Movement to his left drew War’s eye, and while at first he could see nothing of import through the snow, his keen stare finally settled upon the source of the motion. A large white falcon sat atop the windowsill in the middle of a brick wall, the only standing remnant of the building now lying in rubble around it. He cocked his head at it and watched as it did the same. Without betraying his intent, War brought his hand beneath his cloak of dried flesh and took hold of the hilt of a thin bone crafted into a serrated blade. In one swift motion, he snapped back his wrist and launched the dagger at the bird, striking it right in the center of the chest before it could even leap from the ledge. The momentum carried it backward out of sight, the air filled with its dying scream and bloody white feathers.
Several more of those ivory birds rose from where they hid and flew into the storm, only now giving away the fact that they had even been there at all.
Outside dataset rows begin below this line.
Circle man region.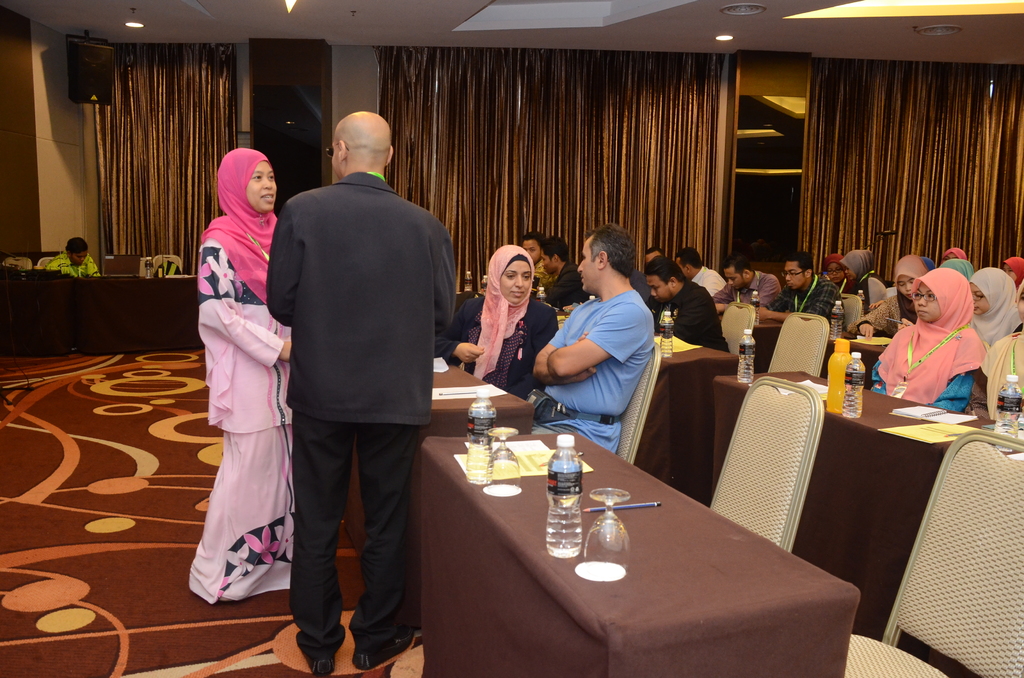
Region: (x1=270, y1=114, x2=454, y2=677).
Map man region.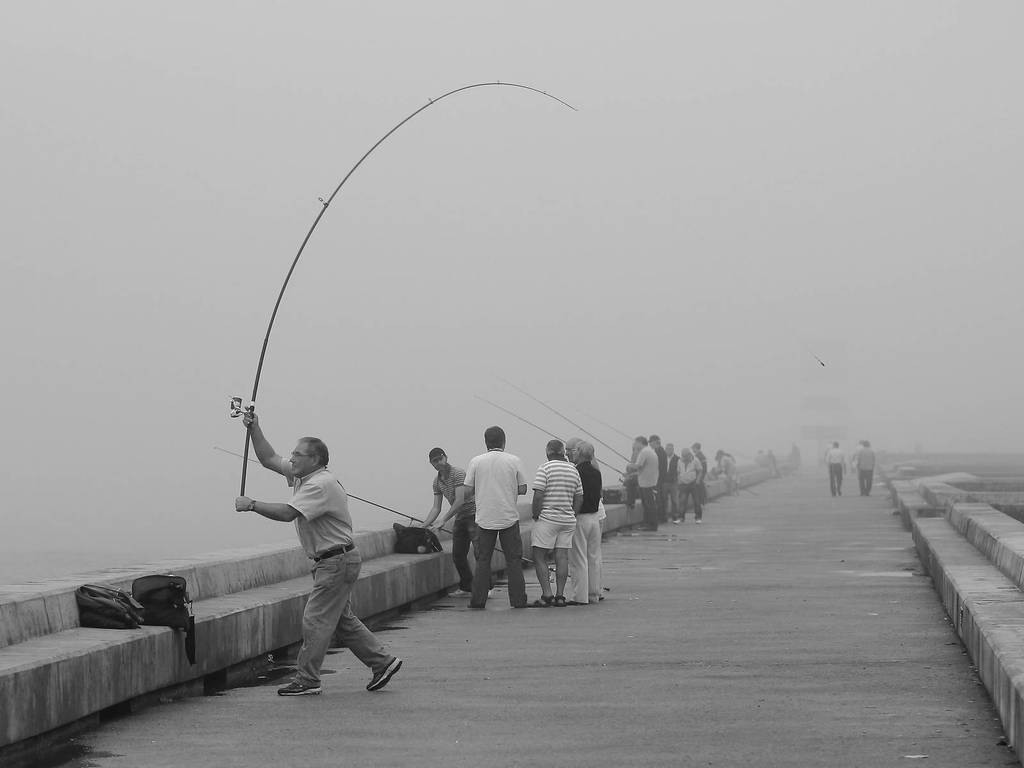
Mapped to 853, 437, 874, 495.
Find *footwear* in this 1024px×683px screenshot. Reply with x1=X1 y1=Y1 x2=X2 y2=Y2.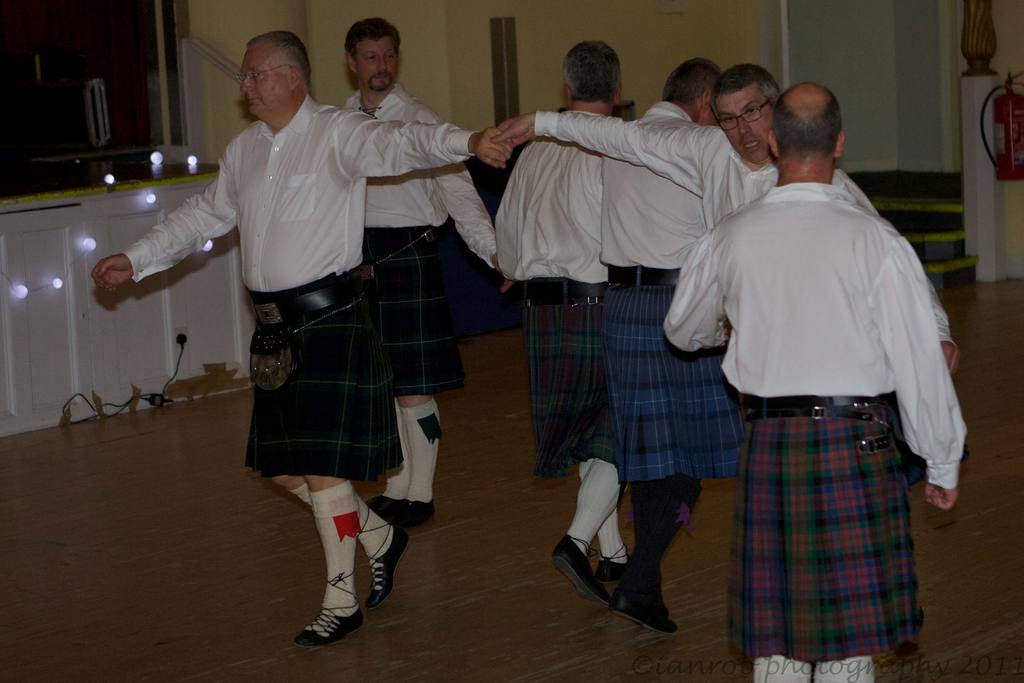
x1=396 y1=498 x2=437 y2=529.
Before he could reach under his cloak again, the storm swallowed th
em whole.
Guiding Thunder toward where he had felled the falcon, he leapt down to the ground and snatched the fuzzy white corpse from atop the blackened carcass of a sport utility vehicle. He held it upside down by the long claws, blood rushing from the wound to stain the feathers crimson like roses against lace.
In his mind he saw the surface of a choppy lake speeding past mere inches beneath him. A wall of smooth stone arose from the distant horizon, coming right at him. People took shape on the shore of the lake, gathered around a bonfire taller than any of them. One man stood above the others, the focus of their attention.
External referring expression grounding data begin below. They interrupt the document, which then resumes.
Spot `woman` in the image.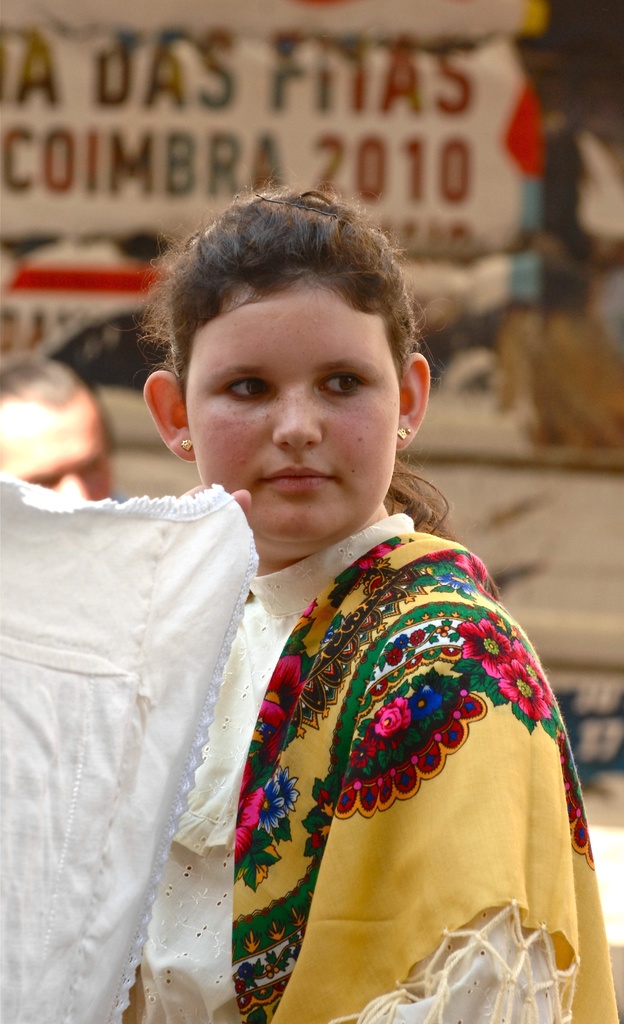
`woman` found at pyautogui.locateOnScreen(113, 184, 618, 1023).
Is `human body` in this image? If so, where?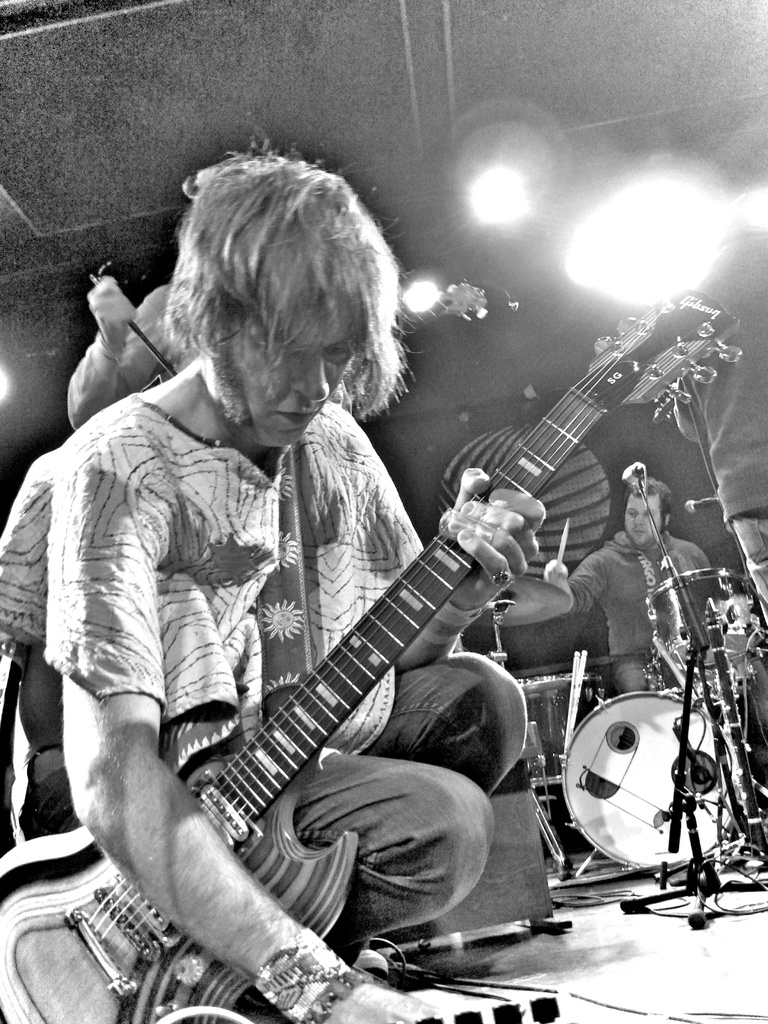
Yes, at left=65, top=281, right=203, bottom=431.
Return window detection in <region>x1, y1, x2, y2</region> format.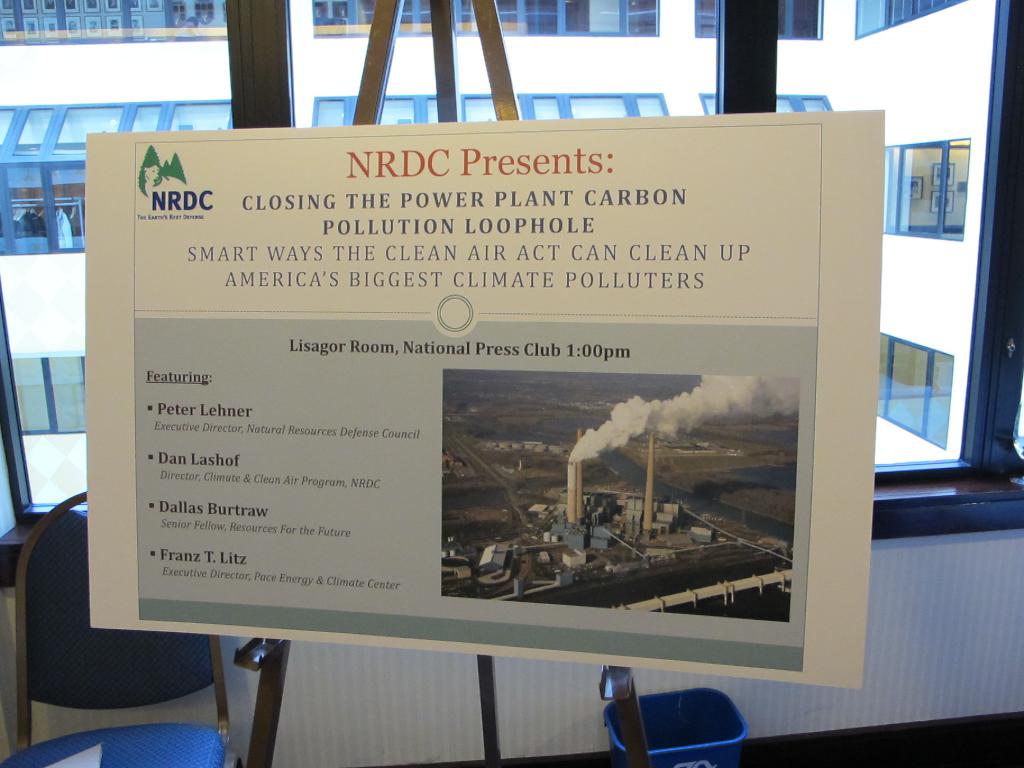
<region>693, 0, 820, 44</region>.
War smiled a lipless grin beneath his armored mask. Cut off the head and the body will die. Lancing his fingertips through the bird’s breast, he tore it apart, throwing splashes of blood all around him before launching the tattered chunks of flesh back over his shoulder. With a frenetic hissing, the Swarm battled each other over the remains, filling the air with a momentary cloud of feathers and each others’ sloppy blood. The sound of crunching in his ears, War hauled himself back up onto Thunder and clopped around the building. The same reptilian creature was behind him as it had been since they had first begun their march. It stood apart from the others, as it had a ferocious scar across its forehead, splitting its brow, and diagonally down its cheek with a frill beneath its chin the color of spilled blood. It stayed just behind the right flank of his steed, eyes affixed to the horizon while the others fought like the animals they were for their place in the pack.
Lowering a hand covered in the falcon’s blood and a clump of feathers, he allowed that creature to approach and slather the mess from his palm with its purple tongue. Contented, it backed away again and issued a violent hiss, its crimson dewlap expanding to shiver like a flag in a stiff gale.
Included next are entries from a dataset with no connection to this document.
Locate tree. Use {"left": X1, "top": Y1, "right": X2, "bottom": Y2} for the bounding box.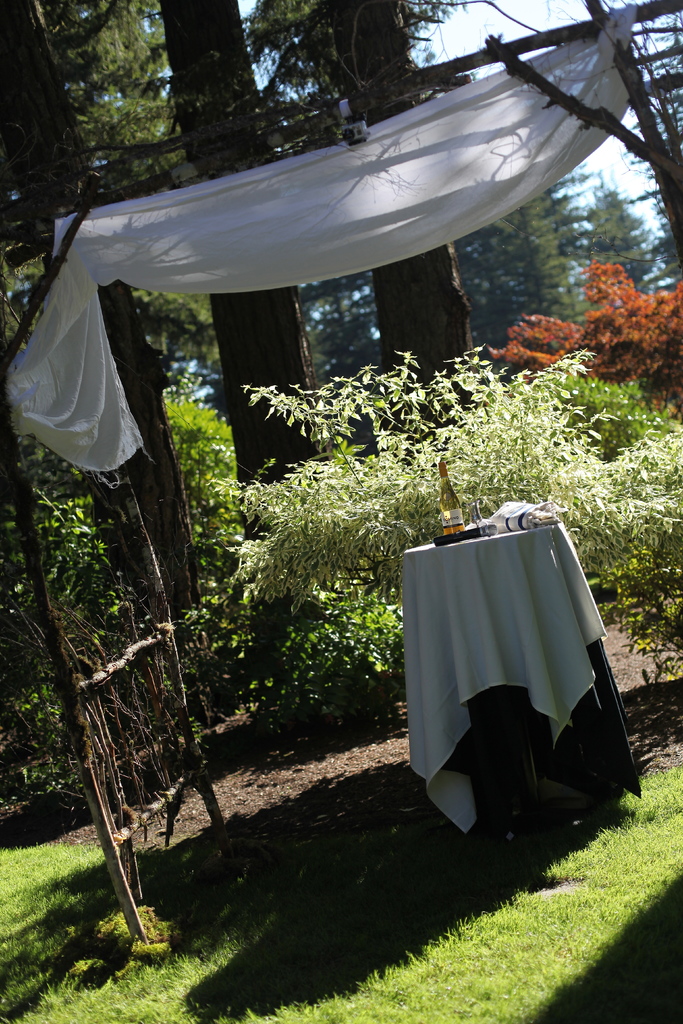
{"left": 238, "top": 0, "right": 511, "bottom": 413}.
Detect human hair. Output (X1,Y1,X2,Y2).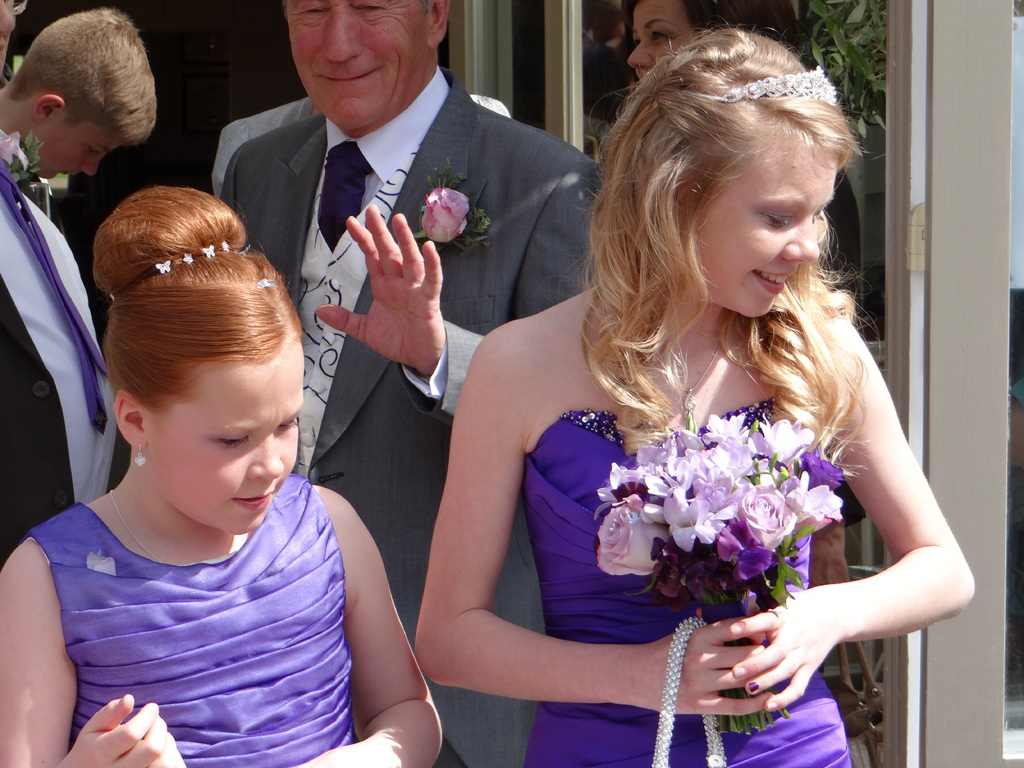
(412,0,432,17).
Turning his focus back to the mountain range, the only obstacle in his way, he raised his right fist and let out a war cry that sounded like boulders slamming together. A riotous hissing answered his call, shaking the accumulating snow from the rubble. The horse charged forward, the ground catching fire behind its stomping hooves. The Swarm ran through the flames behind, their rising voices the sound of the night being torn in two.